Each of Margaret Laurence's Canadian-set novels features a female protagonist searching for her identity. Hagar in The Stone Angel, Rachel in A Jest of God, Stacey in The Fire-Dwellers, and Morag in The Diviners--each one, in her own style and with a different degree of success, attempts to discover exactly who she is and what her life means.

Like Laurence's other female heroes, Morag Gunn grows up in the stultifying atmosphere of the prairie town of Manawaka, Manitoba; like the others, she longs to escape. Morag, the adopted daughter of the town garbage collector and his wife, faces even more challenges than the others, for they are at least respectable, and she is only one step above the outcast Métis (half-breed Indians) in the eyes of the townspeople. Despite the odds against her, Morag somehow reaches a higher level of self-awareness and a greater measure of wisdom than any of the others. This major difference between the earlier characters and Morag is remarked by a number of critics, among them Barbara Hehner, who observes that Morag "is, for the first time, a woman who has already found a measure of fulfillment, whose present life is busy, and, by and large, satisfying" (48).

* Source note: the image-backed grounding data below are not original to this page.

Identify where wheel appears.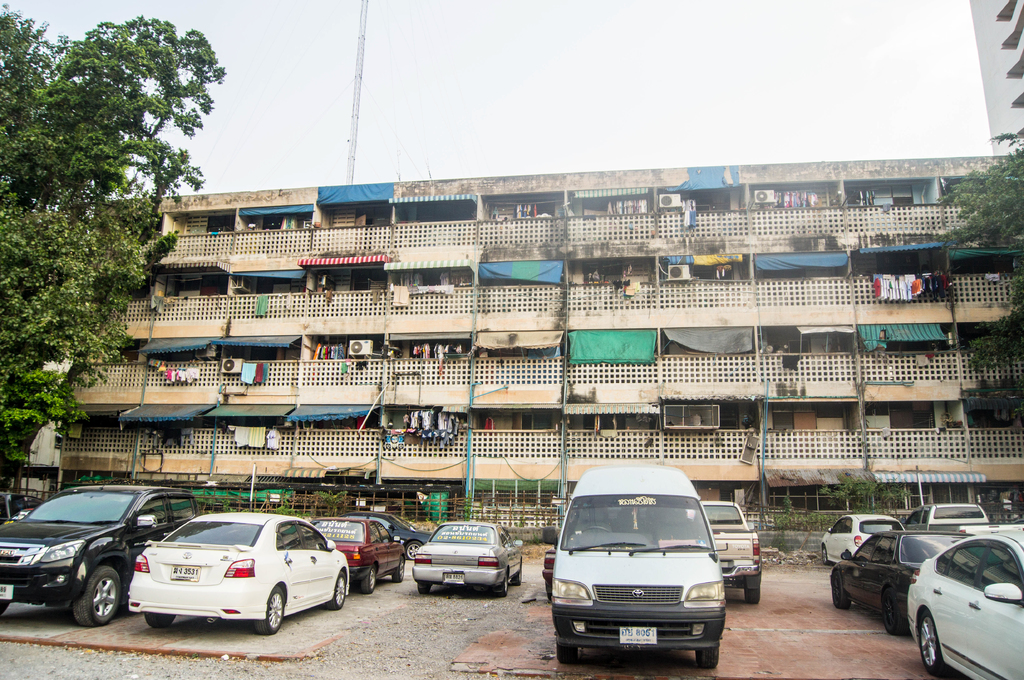
Appears at [x1=580, y1=526, x2=609, y2=532].
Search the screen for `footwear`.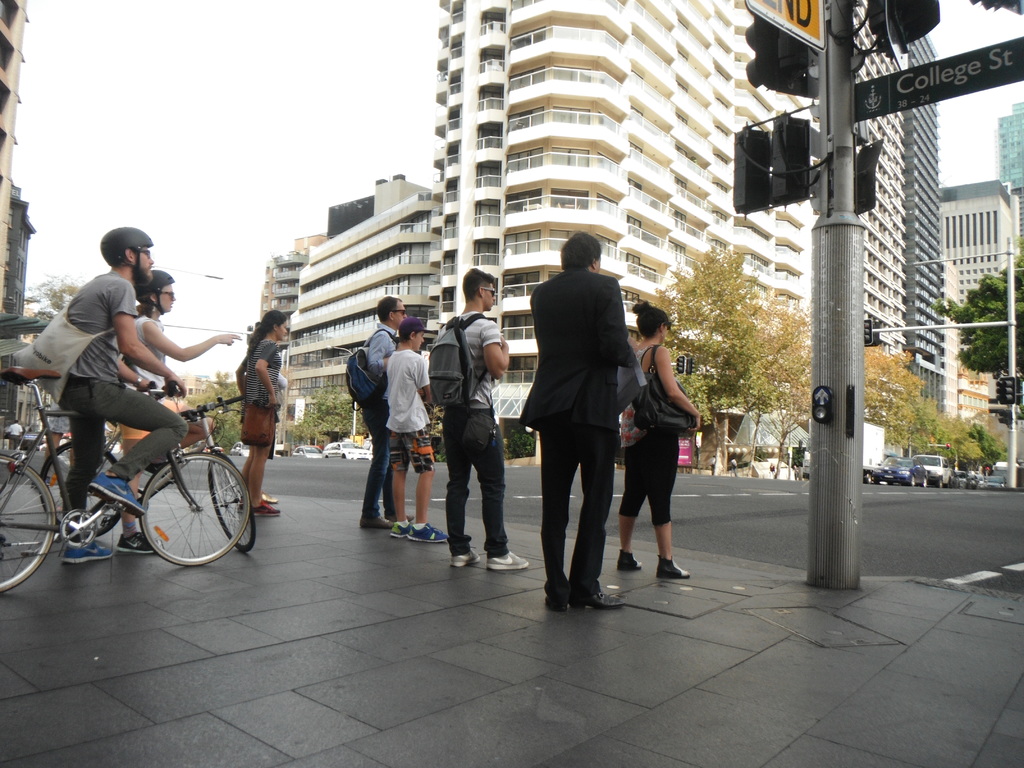
Found at <box>392,516,413,534</box>.
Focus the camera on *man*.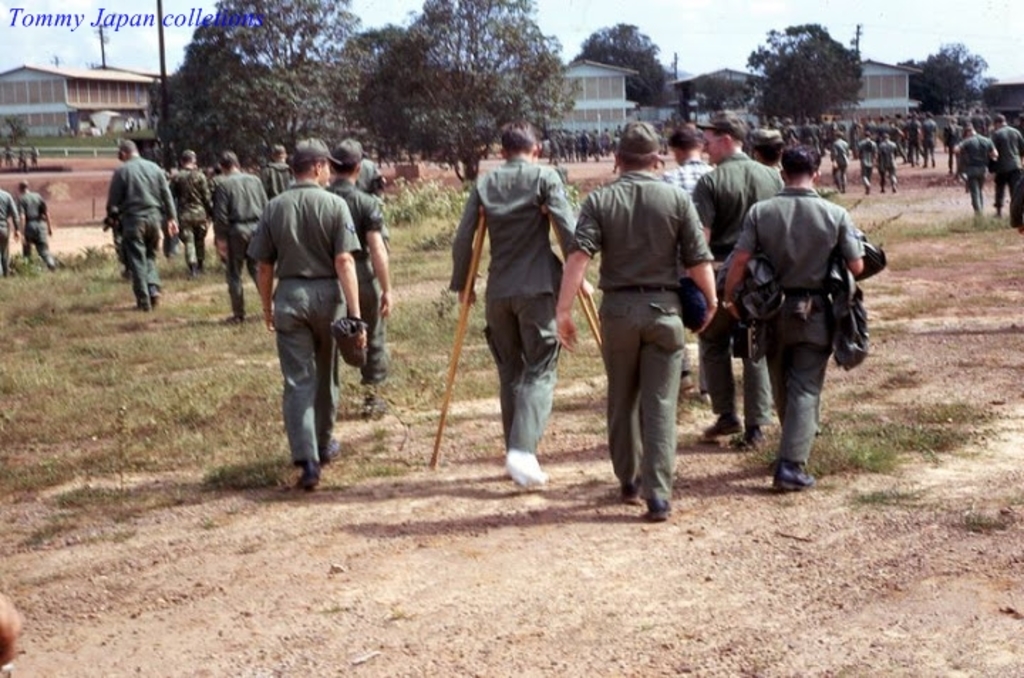
Focus region: 872,129,902,195.
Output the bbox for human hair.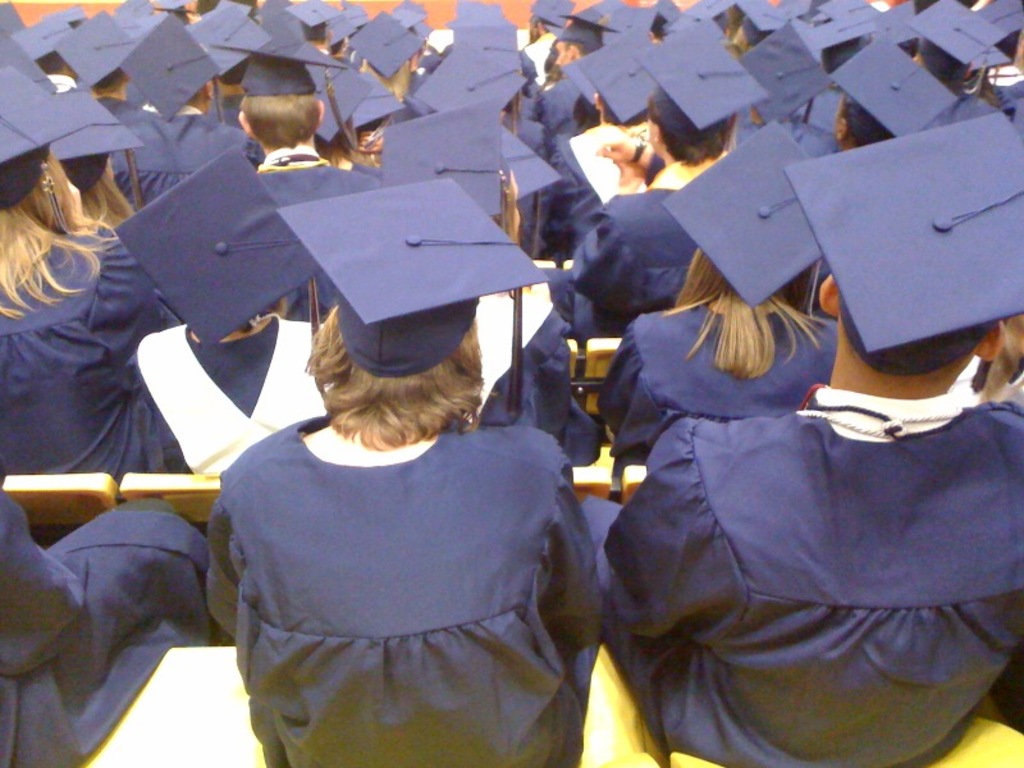
box=[241, 92, 323, 150].
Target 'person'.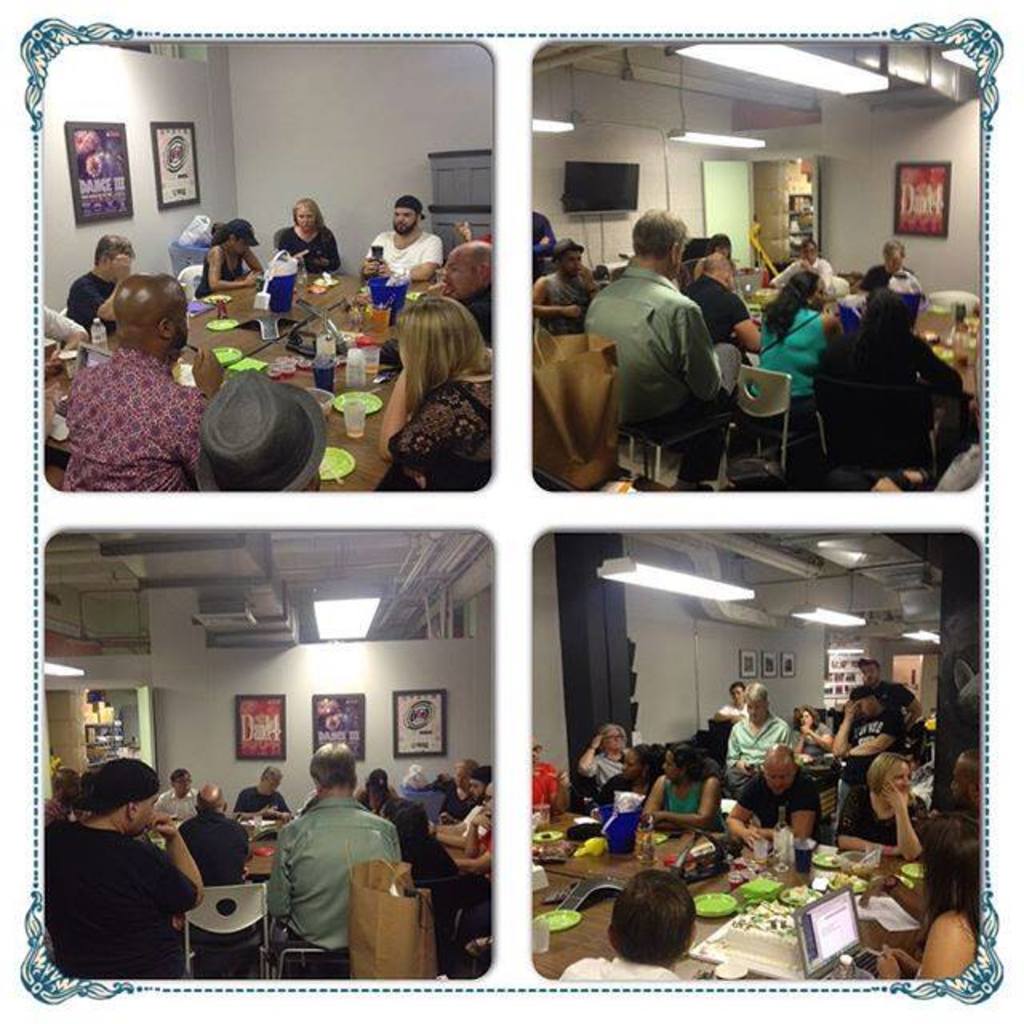
Target region: box(203, 218, 280, 294).
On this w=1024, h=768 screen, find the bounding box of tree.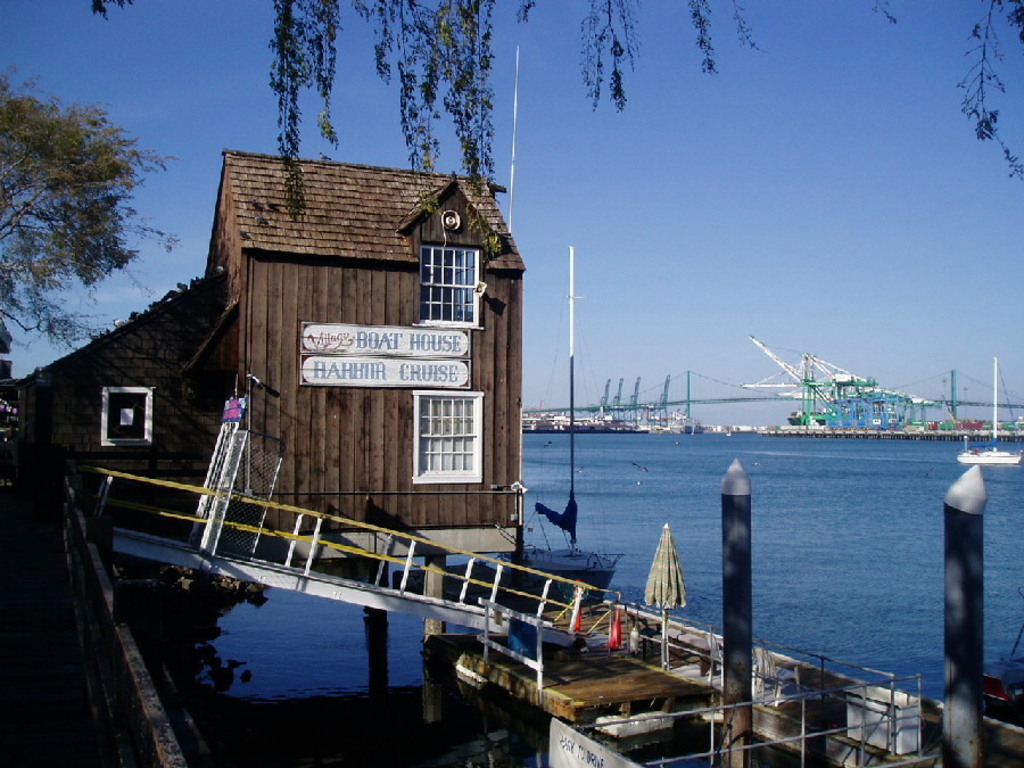
Bounding box: {"left": 0, "top": 66, "right": 192, "bottom": 375}.
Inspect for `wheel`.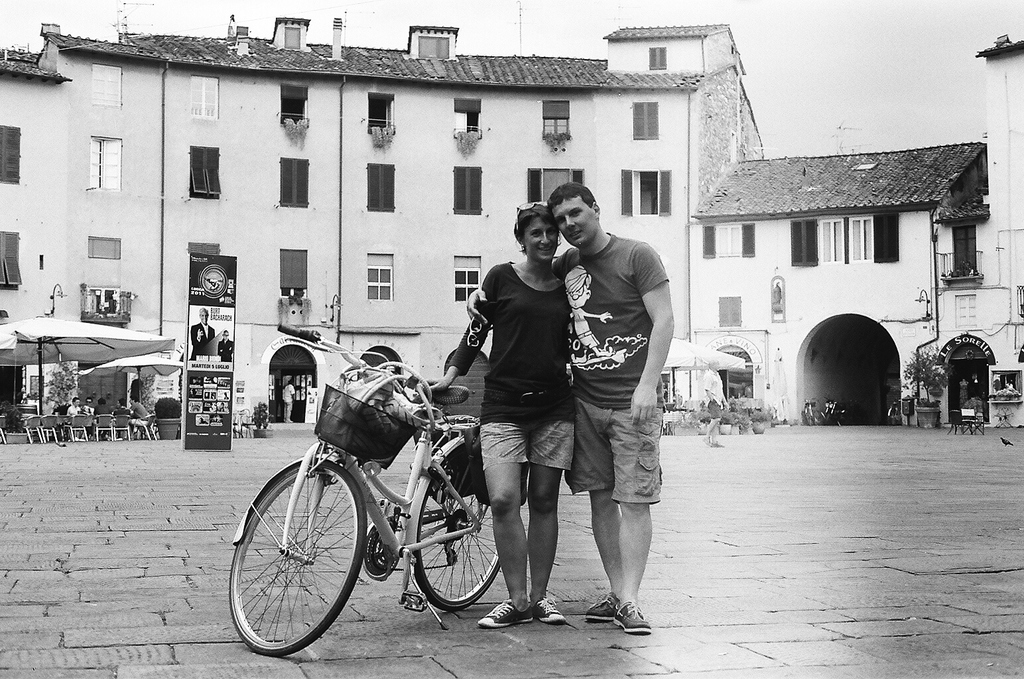
Inspection: <bbox>245, 456, 358, 648</bbox>.
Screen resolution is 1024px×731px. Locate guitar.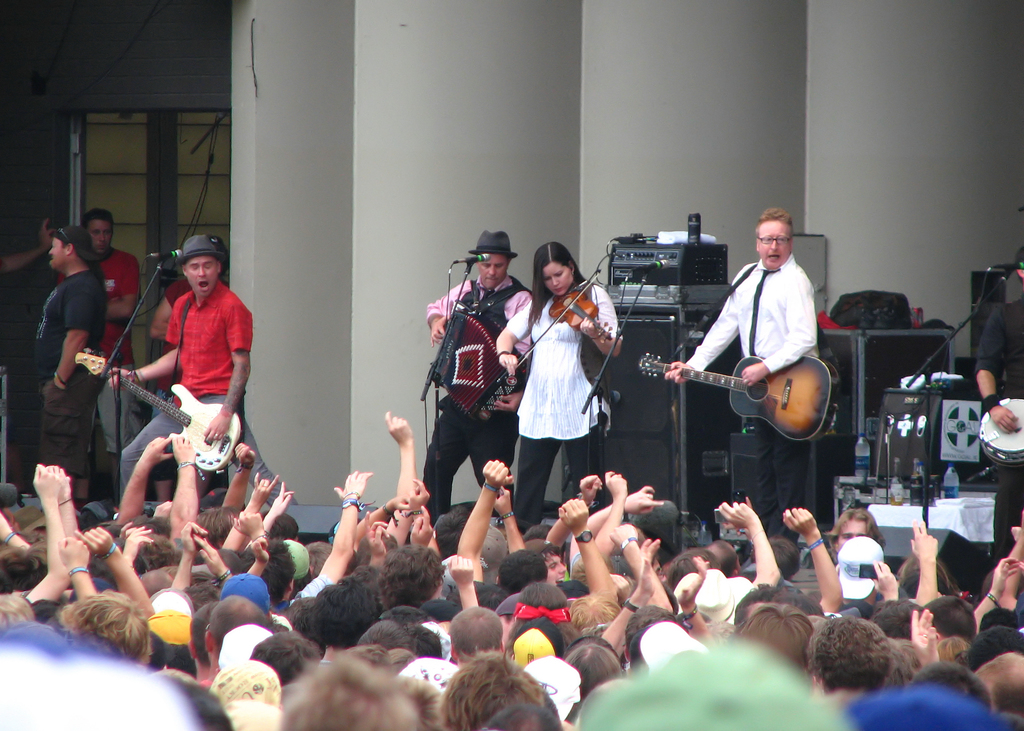
[x1=73, y1=344, x2=245, y2=478].
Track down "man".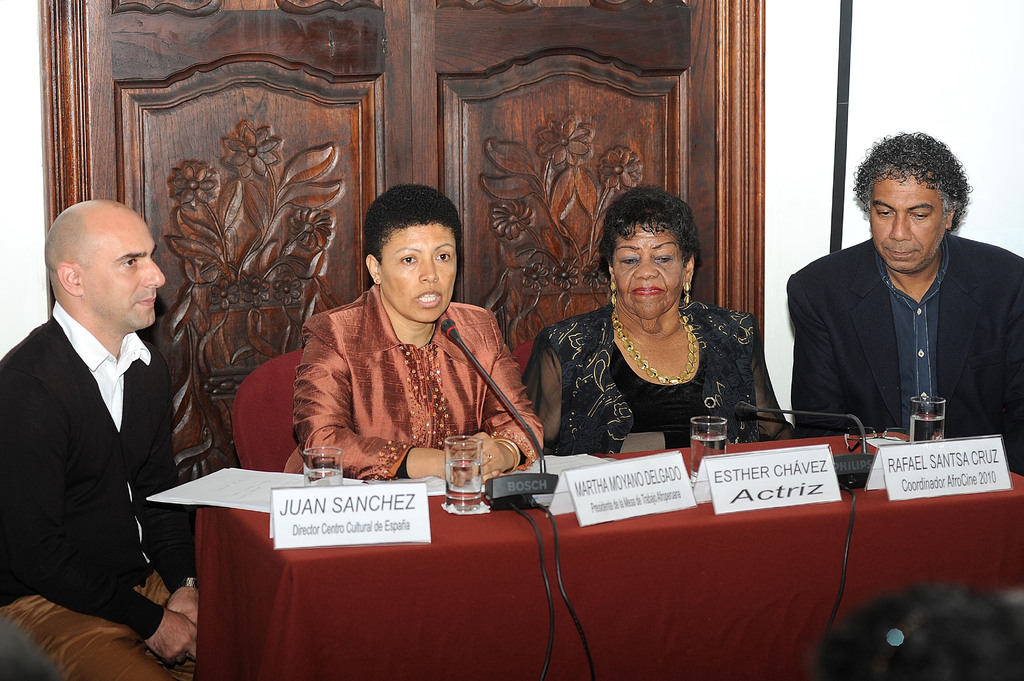
Tracked to locate(0, 193, 205, 680).
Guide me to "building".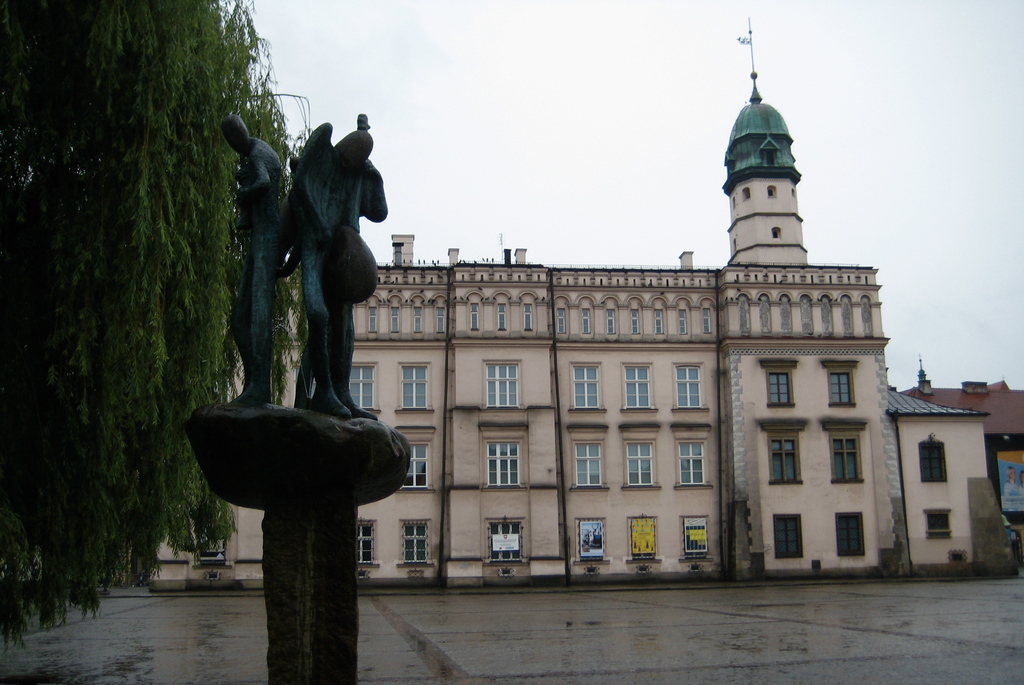
Guidance: [x1=900, y1=353, x2=1023, y2=537].
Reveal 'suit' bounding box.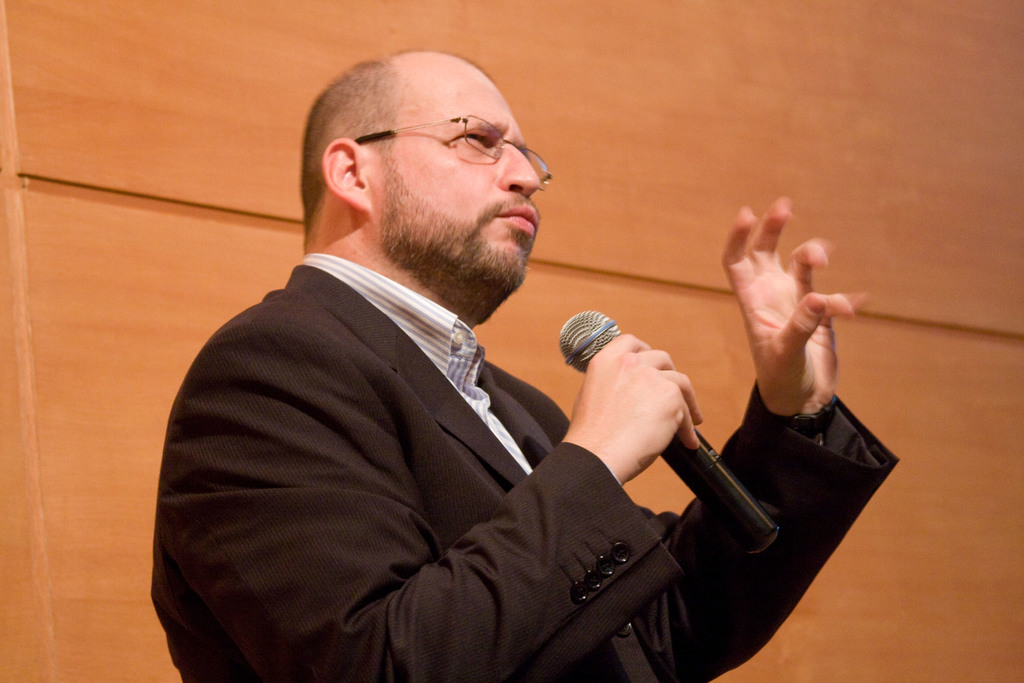
Revealed: [x1=168, y1=288, x2=755, y2=681].
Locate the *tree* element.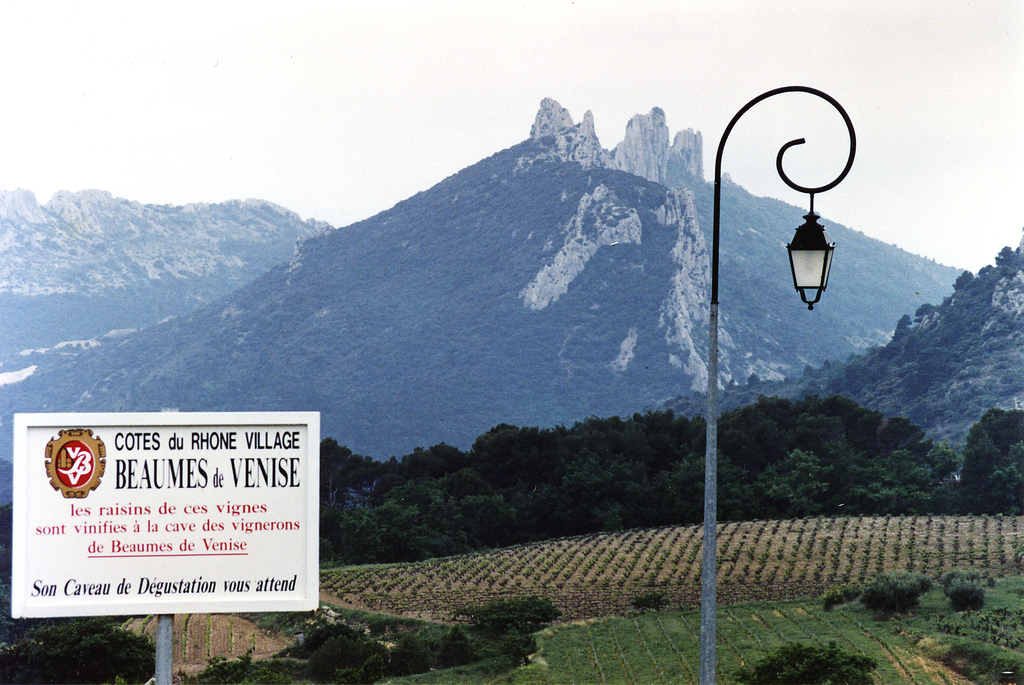
Element bbox: 380, 442, 484, 483.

As The Diviners begins, Morag is already clearly self-aware and relatively contented with her life. The other protagonists must struggle at two levels, in their present lives and in the flashbacks that recreate their pasts, but Morag's struggles in the present are few. Leona Gom points out that Morag is "the most self-aware of any of Laurence's characters, and, in terms of character development, she changes little, if at all" (247). It is mainly from the flashbacks, called in this novel "Memorybank Movies," that the reader learns of Morag's difficult journey from frustration, fear, and ignorance to autonomy, fulfillment, and a kind of wisdom. Now, at the age of forty-seven, Morag writes to a friend, "I've worked out my major dilemmas as much as I'm likely to do in this life" ( The Diviners, Toronto: McClelland and Stewart, New Canadian Library, 1995, 311; Chicago: University of Chicago Press, 1993, 238-39). All parenthetical references are to these works.